And there it was, the springboard that had launched Wyatt out of the family nest. “You didn’t go to the cottage.”

He shook his head. “I only made one stop…in a small town on the Connecticut border, to find a justice of the peace.”

Melanie gaped at him. “You married her anyway?”

“It was the only way I could take care of her.” He gave a helpless shrug. “Her father made sure she had access to whatever money she needed. I’d gained full control of my trust fund when I turned twenty-one. We had plenty of cash and no particular destination, so we just kept working our way across the country.”

“Did you really only stop here because the car broke down?”

“Not just the car.” His hands moved back to her shoulders, massaging gently, but his gaze had turned inward, and it didn’t appear to be a pleasant view. “Laura had been coming unraveled for days. When the car blew up, she had a complete meltdown and started defibrillating and had to be rushed to the emergency room. Back then, there was an inpatient psychiatric hospital in Pendleton, so we stayed here. She had to be heavily medicated at first, which left me with nothing to do but drive around—and go to rodeos.”

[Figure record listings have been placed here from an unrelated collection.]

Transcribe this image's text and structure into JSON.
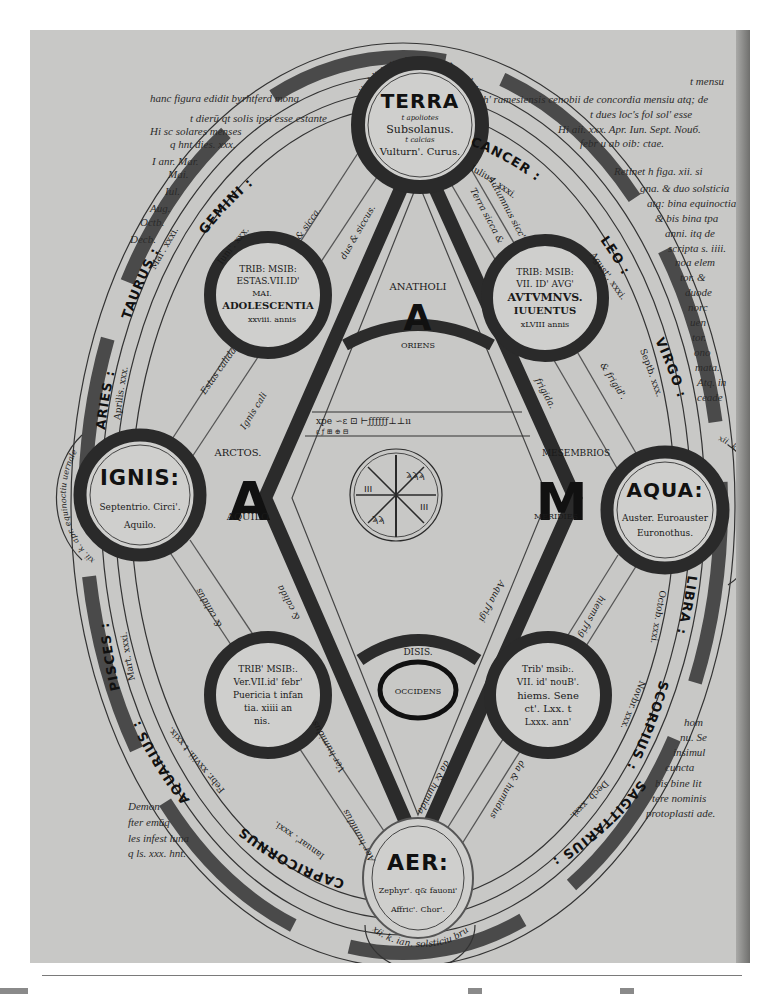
{
  "document": {
    "type": "manuscript-diagram",
    "colors": {
      "page": "#c8c8c6",
      "ink": "#1a1a1a",
      "band": "#3a3a3a",
      "paper_bg": "#ffffff"
    }
  },
  "elements": {
    "terra": {
      "name": "TERRA",
      "line1": "t apoliotes",
      "line2": "Subsolanus.",
      "line3": "t calcias",
      "line4": "Vulturn'. Curus."
    },
    "aer": {
      "name": "AER:",
      "line1": "Zephyr'. q& fauoni'",
      "line2": "Affric'. Chor'."
    },
    "ignis": {
      "name": "IGNIS:",
      "line1": "Septentrio. Circi'.",
      "line2": "Aquilo."
    },
    "aqua": {
      "name": "AQUA:",
      "line1": "Auster. Euroauster",
      "line2": "Euronothus."
    }
  },
  "seasons": {
    "aestas": {
      "l1": "TRIB: MSIB:",
      "l2": "ESTAS.VII.ID'",
      "l3": "MAI.",
      "l4": "ADOLESCENTIA",
      "l5": "xxviii. annis"
    },
    "autumnus": {
      "l1": "TRIB: MSIB:",
      "l2": "VII. ID' AVG'",
      "l3": "AVTVMNVS.",
      "l4": "IUUENTUS",
      "l5": "xLVIII annis"
    },
    "ver": {
      "l1": "TRIB' MSIB:.",
      "l2": "Ver.VII.id' febr'",
      "l3": "Puericia t infan",
      "l4": "tia. xiiii an",
      "l5": "nis."
    },
    "hiems": {
      "l1": "Trib' msib:.",
      "l2": "VII. id' nouB'.",
      "l3": "hiems. Sene",
      "l4": "ct'. Lxx. t",
      "l5": "Lxxx. ann'"
    }
  },
  "directions": {
    "east": {
      "letter": "A",
      "word": "ANATHOLI",
      "label": "ORIENS"
    },
    "north": {
      "letter": "A",
      "word": "ARCTOS.",
      "label": "AQUILO"
    },
    "south": {
      "letter": "M",
      "word": "MESEMBRIOS",
      "label": "MERIDIES"
    },
    "west": {
      "letter": "O",
      "word": "DISIS.",
      "label": "OCCIDENS"
    }
  },
  "qualities": {
    "tl": "Estas calida",
    "tl2": "& sicca.",
    "tl3": "Ignis cali",
    "tl4": "dus & siccus.",
    "tr": "Terra sicca &",
    "tr2": "Autumnus sicc'",
    "tr3": "& frigid'.",
    "tr4": "frigida.",
    "bl": "& calidus",
    "bl2": "Ver humidus",
    "bl3": "& calida",
    "bl4": "Aer humidus",
    "br": "Aqua frigi",
    "br2": "hiems frig",
    "br3": "da & humida",
    "br4": "da & humidus"
  },
  "zodiac": {
    "gemini": "GEMINI :",
    "cancer": "CANCER :",
    "leo": "LEO :",
    "virgo": "VIRGO :",
    "libra": "LIBRA :",
    "scorpius": "SCORPIUS :",
    "sagittarius": "SAGITTARIUS :",
    "capricornus": "CAPRICORNUS",
    "aquarius": "AQUARIUS :",
    "pisces": "PISCES :",
    "aries": "ARIES :",
    "taurus": "TAURUS :"
  },
  "months": {
    "gemini": "Iuni'. xxx.",
    "gemini2": "Lv. xxx.",
    "cancer": "Iulius. xxxi.",
    "cancer2": "Lv. xxix.",
    "leo": "Agust'. xxxi.",
    "leo2": "Lv. xxx.",
    "virgo": "Septb. xxx.",
    "virgo2": "Lv. xxix.",
    "libra": "Octob. xxxi.",
    "libra2": "Lv. xxx. Lv. xxx.",
    "scorpius": "Novbr. xxx.",
    "scorpius2": "Lv. xxix.",
    "sagittarius": "Decb. xxxi.",
    "sagittarius2": "Lv. xxx.",
    "capricornus": "Ianuar'. xxxi.",
    "capricornus2": "Lv. xxx.",
    "aquarius": "Febr. xxviii. t xxix.",
    "aquarius2": "Lv. xxix.",
    "pisces": "Mart. xxxi.",
    "pisces2": "Lv. xxx.",
    "aries": "Aprilis. xxx.",
    "aries2": "Lv. xxix.",
    "taurus": "Mai'. xxxi.",
    "taurus2": "Lv. xxx."
  },
  "solstice_arcs": {
    "top": "xii. kl' iul'. Avtvmnale solsticiu",
    "bottom": "xii. k. ian. solsticiu brumale",
    "left": "xii. k. apr. equinoctiu uernale",
    "right": "xii. k. oct. autumnale"
  },
  "marginalia": {
    "top_left": "hanc figura edidit byrhtferd mona",
    "top_right": "ch' ramesiensis cenobii de concordia mensiu atq; de",
    "top_right_gloss": "t mensu",
    "left_gloss": "t dierū qt solis ipsi esse cstante",
    "left_h": "Hi sc solares menses",
    "left_h2": "q hnt dies. xxx.",
    "left_i": "I anr. Mar.",
    "left_list": [
      "Mai.",
      "Iul.",
      "Aug.",
      "Octb.",
      "Decb."
    ],
    "right_h_gloss": "t dues loc's fol sol' esse",
    "right_h": "Hi aii. xxx. Apr. Iun. Sept. Nouб.",
    "right_h2": "febr u ab oib: ctae.",
    "right_r": [
      "Retinet h figa. xii. si",
      "gna. & duo solsticia",
      "atq: bina equinoctia",
      "& bis bina tpa",
      "anni. itq de",
      "scripta s. iiii.",
      "noa elem",
      "tor. &",
      "duode",
      "norc",
      "uen",
      "tor.",
      "ono",
      "mata.",
      "Atq. in",
      "ceade"
    ],
    "right_bottom": [
      "hom",
      "nu. Se",
      "insimul",
      "cuncta",
      "bis bine lit",
      "tere nominis",
      "protoplasti ade."
    ],
    "left_bottom": [
      "Demon",
      "fter emūq",
      "les infest luna",
      "q ls. xxx. hnt."
    ]
  },
  "center": {
    "runes_row1": "xpe  ∽ε  ⊡  ⊢ƒƒƒƒƒƒ⊥⊥ıı",
    "runes_row2": "ε ƒ ⊞ ⊕  ⊟"
  }
}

Where he’d found his vocation and possibly his salvation. But… “I can see why you blame your father, your brother, Laura’s mother…but why God? He didn’t tell them to do this.”

“He sure as hell didn’t punish them. Laura was destroyed, emotionally and physically. With the damage to her heart, pregnancy could be a life-threatening condition for her.” The sadness in his voice was profound. “She lost the one thing she wanted more than anything, and they lost…nothing.”

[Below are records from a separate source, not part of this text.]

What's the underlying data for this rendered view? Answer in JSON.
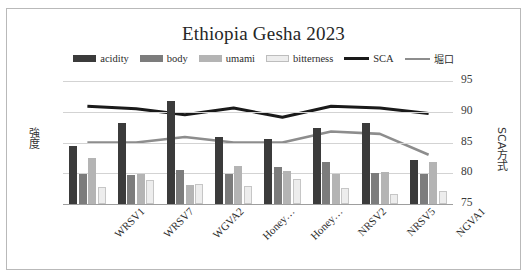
{
  "top_strip_text": "",
  "chart_data": {
    "type": "bar",
    "title": "Ethiopia Gesha 2023",
    "xlabel": "",
    "ylabel": "強度",
    "y2label": "SCA方式",
    "ylim": [
      0,
      2
    ],
    "y2lim": [
      75,
      95
    ],
    "yticks": [
      "0",
      "0.5",
      "1",
      "1.5",
      "2"
    ],
    "y2ticks": [
      "75",
      "80",
      "85",
      "90",
      "95"
    ],
    "grid": true,
    "legend_position": "top",
    "categories": [
      "WRSV1",
      "WRSV7",
      "WGVA2",
      "Honey…",
      "Honey…",
      "NRSV2",
      "NRSV5",
      "NGVA1"
    ],
    "series": [
      {
        "name": "acidity",
        "type": "bar",
        "axis": "left",
        "color": "#3b3b3b",
        "values": [
          0.95,
          1.32,
          1.67,
          1.09,
          1.05,
          1.23,
          1.31,
          0.72
        ]
      },
      {
        "name": "body",
        "type": "bar",
        "axis": "left",
        "color": "#7c7c7c",
        "values": [
          0.49,
          0.47,
          0.56,
          0.48,
          0.6,
          0.68,
          0.51,
          0.48
        ]
      },
      {
        "name": "umami",
        "type": "bar",
        "axis": "left",
        "color": "#b4b4b4",
        "values": [
          0.75,
          0.48,
          0.31,
          0.62,
          0.54,
          0.49,
          0.52,
          0.69
        ]
      },
      {
        "name": "bitterness",
        "type": "bar",
        "axis": "left",
        "color": "#ededed",
        "values": [
          0.27,
          0.39,
          0.32,
          0.3,
          0.41,
          0.26,
          0.17,
          0.21
        ]
      },
      {
        "name": "SCA",
        "type": "line",
        "axis": "right",
        "color": "#1a1a1a",
        "values": [
          90.9,
          90.5,
          89.5,
          90.6,
          89.1,
          90.9,
          90.6,
          89.7
        ]
      },
      {
        "name": "堀口",
        "type": "line",
        "axis": "right",
        "color": "#8d8d8d",
        "values": [
          85.0,
          85.0,
          85.9,
          85.0,
          85.0,
          86.8,
          86.4,
          83.0
        ]
      }
    ]
  },
  "legend": {
    "items": [
      {
        "label": "acidity",
        "marker": "swatch",
        "color": "#3b3b3b",
        "outlined": false
      },
      {
        "label": "body",
        "marker": "swatch",
        "color": "#7c7c7c",
        "outlined": false
      },
      {
        "label": "umami",
        "marker": "swatch",
        "color": "#b4b4b4",
        "outlined": false
      },
      {
        "label": "bitterness",
        "marker": "swatch",
        "color": "#ededed",
        "outlined": true
      },
      {
        "label": "SCA",
        "marker": "line",
        "color": "#1a1a1a",
        "outlined": false
      },
      {
        "label": "堀口",
        "marker": "line",
        "color": "#8d8d8d",
        "outlined": false
      }
    ]
  }
}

“In this life. We don’t know what He’s got planned for them in the next.”

“We don’t know anything.” His hands tightened on her shoulders. “What if they’re right?”

She gently pried his fingers loose to press them between hers. “Then you and I are gonna be ridin’ the same train straight to hell, because I’d rather hang out with Satan than their version of the Almighty.”

He choked out a laugh, bending until their foreheads touched. “This is why I wish I could be like you. Everything is so straightforward.”

She had to close her eyes against a rush of emotion so intense it was as if it had scorched her heart. This beautiful, complicated, wounded man had bared his soul to her, but he acted as if his scars were irrelevant. As if only Laura’s dreams had been destroyed.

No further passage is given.